We investigate the properties of scalar fields arising from gravity propagating in extra dimensions. In the scenario of large extra dimensions, proposed by Arkani-Hamed, Dimopoulos and Dvali, graviscalar Kaluza-Klein excitations are less important than the spin-2 counterparts in most processes. However, there are important exceptions. The Higgs boson can mix to these particles by coupling to the Ricci scalar. Because of the large number of states involved, this mixing leads, in practice, to a sizeable invisible width for the Higgs. In the Randall-Sundrum scenario, the only graviscalar is the radion. It can be produced copiously at hadron colliders by virtue of its enhanced coupling to two gluons through the trace anomaly of QCD. We study both the production and decay of the radion, and compare it to the Standard Model Higgs boson. Furthermore, we find that radion detectability depends crucially on the curvature-Higgs boson mixing parameter.

Paper Structure

This paper contains 10 sections, 63 equations, 9 figures.

Figures (9)

  • Figure 1: The contour of integration ${\cal C}$ (solid line) and ${\cal C}_{\bar{\epsilon}}$ (dashed line) in the $k^2-{\bar{k}}^2$ complex plane. It is assumed that $\Delta m_G^2\ll\bar{\epsilon}\ll\Gamma^2$, where $\Delta m_G^2$ is the splitting between graviton poles.
  • Figure 2: Branching fraction of the Higgs boson to decay invisibly as a function of its mass, for $M_D=2\hbox{\rm,TeV}$ and $\xi =1$. The rapid decrease at $m_h\simeq 160\hbox{\rm,GeV}$ is due to the onset of $h\rightarrow WW$ on-shell decays.
  • Figure 3: Upper bound on the sensitivity to $M_D$ from invisible width measurements of the Higgs boson.
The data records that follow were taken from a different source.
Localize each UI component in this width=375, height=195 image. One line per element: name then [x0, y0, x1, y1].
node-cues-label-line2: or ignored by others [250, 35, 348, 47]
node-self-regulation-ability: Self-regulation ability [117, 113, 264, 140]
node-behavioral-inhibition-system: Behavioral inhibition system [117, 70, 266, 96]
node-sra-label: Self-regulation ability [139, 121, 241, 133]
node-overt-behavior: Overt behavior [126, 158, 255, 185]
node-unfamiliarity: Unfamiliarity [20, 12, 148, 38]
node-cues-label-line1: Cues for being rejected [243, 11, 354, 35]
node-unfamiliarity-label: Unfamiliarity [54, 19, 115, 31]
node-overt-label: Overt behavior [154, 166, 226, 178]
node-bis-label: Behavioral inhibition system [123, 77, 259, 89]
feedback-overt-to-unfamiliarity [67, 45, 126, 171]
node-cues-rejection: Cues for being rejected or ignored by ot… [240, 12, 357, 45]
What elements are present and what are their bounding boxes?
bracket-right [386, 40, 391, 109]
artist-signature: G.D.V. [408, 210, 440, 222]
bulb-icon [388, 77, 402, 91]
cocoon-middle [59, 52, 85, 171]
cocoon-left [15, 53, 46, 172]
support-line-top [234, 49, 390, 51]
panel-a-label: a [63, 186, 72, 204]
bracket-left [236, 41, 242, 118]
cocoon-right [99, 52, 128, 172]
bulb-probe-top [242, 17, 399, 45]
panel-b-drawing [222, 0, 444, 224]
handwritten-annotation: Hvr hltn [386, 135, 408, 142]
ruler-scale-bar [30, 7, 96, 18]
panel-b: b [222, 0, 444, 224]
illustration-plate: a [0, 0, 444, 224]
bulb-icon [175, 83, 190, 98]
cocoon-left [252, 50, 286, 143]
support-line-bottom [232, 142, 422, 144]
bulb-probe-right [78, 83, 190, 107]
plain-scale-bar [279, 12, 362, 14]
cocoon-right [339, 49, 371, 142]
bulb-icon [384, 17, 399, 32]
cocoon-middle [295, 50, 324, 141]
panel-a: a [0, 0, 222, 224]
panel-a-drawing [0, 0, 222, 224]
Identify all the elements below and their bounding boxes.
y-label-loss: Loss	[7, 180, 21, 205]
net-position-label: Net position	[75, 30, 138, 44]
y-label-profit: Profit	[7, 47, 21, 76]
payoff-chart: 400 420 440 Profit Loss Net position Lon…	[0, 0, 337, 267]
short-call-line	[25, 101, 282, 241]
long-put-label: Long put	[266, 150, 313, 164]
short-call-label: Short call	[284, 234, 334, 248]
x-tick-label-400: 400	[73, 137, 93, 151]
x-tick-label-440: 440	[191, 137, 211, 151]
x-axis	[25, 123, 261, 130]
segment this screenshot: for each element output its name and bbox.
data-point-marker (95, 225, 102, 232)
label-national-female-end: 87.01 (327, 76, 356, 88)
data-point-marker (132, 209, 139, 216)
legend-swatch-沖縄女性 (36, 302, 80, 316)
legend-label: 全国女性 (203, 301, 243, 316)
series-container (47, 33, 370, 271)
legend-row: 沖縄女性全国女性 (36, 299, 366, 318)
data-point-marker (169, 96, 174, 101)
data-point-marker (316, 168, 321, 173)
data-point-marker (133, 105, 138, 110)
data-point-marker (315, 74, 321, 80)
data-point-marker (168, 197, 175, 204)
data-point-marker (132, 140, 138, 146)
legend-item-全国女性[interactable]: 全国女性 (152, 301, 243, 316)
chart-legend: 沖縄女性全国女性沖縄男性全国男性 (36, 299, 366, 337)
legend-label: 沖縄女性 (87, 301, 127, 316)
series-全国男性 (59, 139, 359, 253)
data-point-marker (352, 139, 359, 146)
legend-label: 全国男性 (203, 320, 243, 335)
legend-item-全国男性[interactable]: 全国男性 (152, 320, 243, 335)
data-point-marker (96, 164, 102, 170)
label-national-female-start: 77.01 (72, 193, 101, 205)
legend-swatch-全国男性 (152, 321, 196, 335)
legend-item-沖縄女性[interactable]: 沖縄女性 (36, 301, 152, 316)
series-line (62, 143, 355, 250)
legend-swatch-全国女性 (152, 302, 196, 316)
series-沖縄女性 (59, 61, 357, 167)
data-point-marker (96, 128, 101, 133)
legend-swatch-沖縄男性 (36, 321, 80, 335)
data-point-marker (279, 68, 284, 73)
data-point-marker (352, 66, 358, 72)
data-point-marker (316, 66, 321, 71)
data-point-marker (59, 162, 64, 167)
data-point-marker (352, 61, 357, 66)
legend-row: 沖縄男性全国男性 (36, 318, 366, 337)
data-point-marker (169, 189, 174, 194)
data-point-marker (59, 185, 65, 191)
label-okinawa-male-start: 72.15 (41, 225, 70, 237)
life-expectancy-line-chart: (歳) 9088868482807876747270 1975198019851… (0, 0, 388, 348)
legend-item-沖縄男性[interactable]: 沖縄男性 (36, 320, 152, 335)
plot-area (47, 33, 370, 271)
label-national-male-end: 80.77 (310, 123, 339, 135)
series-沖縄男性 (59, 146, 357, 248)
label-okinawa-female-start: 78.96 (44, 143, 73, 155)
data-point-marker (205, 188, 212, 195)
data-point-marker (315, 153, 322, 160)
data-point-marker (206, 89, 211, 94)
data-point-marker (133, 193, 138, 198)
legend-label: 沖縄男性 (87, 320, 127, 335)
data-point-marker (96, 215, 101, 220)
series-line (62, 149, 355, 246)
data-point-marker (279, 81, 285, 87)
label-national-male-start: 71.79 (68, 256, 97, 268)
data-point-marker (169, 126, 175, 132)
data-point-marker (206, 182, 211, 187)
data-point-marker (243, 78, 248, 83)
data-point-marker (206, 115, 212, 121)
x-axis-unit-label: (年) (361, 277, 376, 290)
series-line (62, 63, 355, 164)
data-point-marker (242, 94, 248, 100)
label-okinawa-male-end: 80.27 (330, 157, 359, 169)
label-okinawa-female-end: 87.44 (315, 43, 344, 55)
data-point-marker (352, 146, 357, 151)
We have approximated the width measurement capability as the expected uncertainty in the SM Higgs width determination gunion talks at a muon collider (on-shell scan with $0.4\hbox{\rm, fb}^{-1}$) and $e^+e^-$ linear collider ($\sqrt{s}=500\hbox{\rm,GeV}$ with $200\hbox{\rm, fb}^{-1}$) given $\xi=1$ and various choices of the number of extra dimensions $\delta$.
  • Figure 4: Differential signal cross-section of $e^+e^-\rightarrow ZH^{(\vec{n})}$ at LEP2 with $200\hbox{\rm,GeV}$ center of mass energy and for the parameter choices $M_D=1\hbox{\rm,TeV}$ and $\xi=0$. $M_{\rm miss}$ is the missing mass associated with escaping graviscalars.
  • Figure 5: Branching fractions of $\varphi'$ as a function of its mass given $m_h=125\hbox{\rm,GeV}$, $\Lambda_\varphi =10\hbox{\rm,TeV}$ and $\xi=0$. The left and right panels are the same except a different range in radion mass is covered.